Speaking on CNN International, Kaplan said that if the U.S. reaches the Fed’s expected peak unemployment rate of about 20% and if the figure is about 10% by year-end, “there may well need to be more fiscal stimulus in order to boost economic growth.”

Virus spreading near U.S. meat plants at twice the national rate

Coronavirus spread at more than twice the national rate in U.S. counties with major meatpacking plants during the first week after President Donald Trump issued an executive order directing that they be reopened.

Confirmed COVID-19 cases jumped 40% during the week following the order in counties with major beef or pork slaughterhouses, compared with a 19% rise nationally, according to an analysis of data compiled by Johns Hopkins University. The counties accounted for 10% of new confirmed cases from April 28 to May 5 while representing just 7.5% of the U.S. population.

Infections climbed even faster where slaughterhouses were outside major population centers, and may have a greater impact. The disparity underscores the extent to which the areas around meat processors — many located in rural regions far away from initial hot spots — have become epicenters of the virus. The data doesn’t address other types of industrial facilities that may be in those counties.

The situation worsened in the first week after Trump’s April 28 executive order despite temporary closures at many meat plants.

The Trump administration has pressed to reopen meatpacking plants after a series of shutdowns due to the pandemic dramatically reduced slaughter capacity, sending pork and beef prices surging while farmers with no place to sell hogs began culling herds at huge financial losses.

More than half of workers at some American meat processing facilities tested positive for the virus.
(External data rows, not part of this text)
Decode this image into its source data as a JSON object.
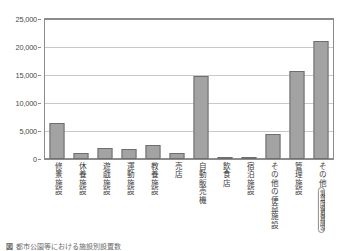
{
  "chart_data": {
    "type": "bar",
    "title": "",
    "xlabel": "",
    "ylabel": "",
    "ylim": [
      0,
      25000
    ],
    "ytick_values": [
      0,
      5000,
      10000,
      15000,
      20000,
      25000
    ],
    "ytick_labels": [
      "0",
      "5,000",
      "10,000",
      "15,000",
      "20,000",
      "25,000"
    ],
    "grid": true,
    "legend": "none",
    "bar_color": "#a3a3a3",
    "bar_edge_color": "#6e6e6e",
    "axis_color": "#8c8c8c",
    "grid_color": "#c9c9c9",
    "categories": [
      "修景施設",
      "休養施設",
      "遊戯施設",
      "運動施設",
      "教養施設",
      "売店",
      "自動販売機",
      "飲食店",
      "宿泊施設",
      "その他の便益施設",
      "管理施設",
      "その他"
    ],
    "values": [
      6500,
      1000,
      2000,
      1800,
      2500,
      1100,
      14800,
      400,
      200,
      4400,
      15700,
      21000
    ],
    "annotations": [
      {
        "category": "その他",
        "note": "集会所・備蓄倉庫等",
        "note_columns": [
          "集会所",
          "備蓄倉庫等"
        ]
      }
    ]
  },
  "caption": {
    "tag": "図",
    "text": "都市公園等における施設別設置数"
  }
}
At least 30 meatpacking workers have died of coronavirus and more than 10,000 have been infected or exposed, according to the United Food and Commercial Workers International Union, which represents food processing workers.
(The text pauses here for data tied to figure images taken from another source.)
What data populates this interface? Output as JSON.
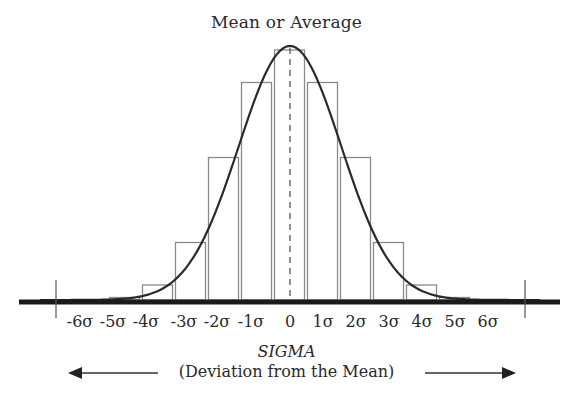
{
  "title": "Mean or Average",
  "axis": {
    "title": "SIGMA",
    "subtitle": "(Deviation from the Mean)",
    "tick_labels": [
      "-6σ",
      "-5σ",
      "-4σ",
      "-3σ",
      "-2σ",
      "-1σ",
      "0",
      "1σ",
      "2σ",
      "3σ",
      "4σ",
      "5σ",
      "6σ"
    ]
  },
  "icons": {
    "left_arrow": "arrow-left-icon",
    "right_arrow": "arrow-right-icon"
  },
  "colors": {
    "curve": "#2a2a2a",
    "bars": "#8a8a8a",
    "baseline": "#1a1a1a",
    "background": "#ffffff"
  },
  "chart_data": {
    "type": "bar",
    "title": "Mean or Average",
    "xlabel": "SIGMA (Deviation from the Mean)",
    "ylabel": "",
    "categories": [
      "-5σ",
      "-4σ",
      "-3σ",
      "-2σ",
      "-1σ",
      "0",
      "1σ",
      "2σ",
      "3σ",
      "4σ",
      "5σ"
    ],
    "values": [
      1,
      6,
      23,
      57,
      87,
      100,
      87,
      57,
      23,
      6,
      1
    ],
    "overlay": "normal distribution bell curve centered at 0 (mean shown as dashed vertical line)",
    "xlim": [
      "-6σ",
      "6σ"
    ],
    "grid": false,
    "legend": "none"
  }
}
At least 30 meatpacking plants have closed at some point in the past two months, according to the May 8 statement by the union.

Agriculture Secretary Sonny Perdue said Friday that 14 major meat processing facilities were reopening. The department asked all meat processors to come up with plans to meet safety guidelines for the industry released by the U.S. Centers for Disease Control and Prevention.
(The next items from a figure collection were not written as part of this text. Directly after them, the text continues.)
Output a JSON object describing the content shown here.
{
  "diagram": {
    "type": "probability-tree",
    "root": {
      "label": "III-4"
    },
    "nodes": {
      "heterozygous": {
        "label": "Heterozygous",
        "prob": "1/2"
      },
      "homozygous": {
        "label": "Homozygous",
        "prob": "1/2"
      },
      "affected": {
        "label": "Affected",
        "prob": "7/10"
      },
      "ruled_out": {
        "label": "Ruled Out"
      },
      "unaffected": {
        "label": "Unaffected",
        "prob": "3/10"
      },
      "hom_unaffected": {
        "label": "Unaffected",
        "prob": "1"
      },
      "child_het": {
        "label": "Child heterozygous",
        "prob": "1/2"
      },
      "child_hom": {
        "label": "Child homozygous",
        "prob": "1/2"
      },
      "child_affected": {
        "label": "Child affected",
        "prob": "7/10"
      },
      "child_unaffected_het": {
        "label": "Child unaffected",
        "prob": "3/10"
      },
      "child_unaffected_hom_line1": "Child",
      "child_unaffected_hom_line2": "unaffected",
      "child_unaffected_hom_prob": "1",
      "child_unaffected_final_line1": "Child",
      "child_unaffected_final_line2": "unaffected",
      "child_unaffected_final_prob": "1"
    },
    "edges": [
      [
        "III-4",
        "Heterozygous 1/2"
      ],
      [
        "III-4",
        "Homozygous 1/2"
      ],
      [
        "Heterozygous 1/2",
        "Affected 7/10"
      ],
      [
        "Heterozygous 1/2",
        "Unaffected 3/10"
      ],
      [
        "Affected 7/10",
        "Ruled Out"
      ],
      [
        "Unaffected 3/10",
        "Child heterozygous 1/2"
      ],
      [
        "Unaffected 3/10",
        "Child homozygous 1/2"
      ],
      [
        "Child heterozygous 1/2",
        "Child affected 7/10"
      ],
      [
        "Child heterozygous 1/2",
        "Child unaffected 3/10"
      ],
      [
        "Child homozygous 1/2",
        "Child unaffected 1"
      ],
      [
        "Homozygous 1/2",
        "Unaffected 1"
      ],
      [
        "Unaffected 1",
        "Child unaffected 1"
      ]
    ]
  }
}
Putin’s spokesman gets virus as Russia rises to No. 2

With Russia overtaking Spain to record the world’s second-highest number of coronavirus infections, President Vladimir Putin’s spokesman became the latest top official to fall ill with the deadly disease.

Dmitry Peskov told Interfax on Tuesday he is receiving treatment for the virus. He joins Prime Minister Mikhail Mishustin and the country’s construction and culture ministers as diagnosed with COVID-19. Peskov, traditionally the official with the closest day-to-day access to Putin, said in a text message he last met the president in person over a month ago. Putin has been conducting government business mostly via video-conferences from his residence outside Moscow.

Putin on Monday announced an end to national stay-at-home restrictions but the move is unlikely to give businesses in the capital and other major cities a rapid boost.

In Moscow, business leaders see little chance of escaping restrictions that have hammered their activities. Mayor Sergei Sobyanin said last week that the measures must remain until at least May 31 because the pathogen is still spreading, Putin’s decision shifted responsibility to regional leaders for deciding the pace of easing, shielding him from potential criticism of those who maintain them.

Despite the lockdowns, Russia has reported at least 10,000 new daily infections for the past 10 days, lifting its total to 232,243 and second only to the U.S. At the same time, Russia has one of the world’s lowest mortality rates with COVID-19 listed as the cause of death in only 2,116 cases, leading critics to claim that the government is withholding data.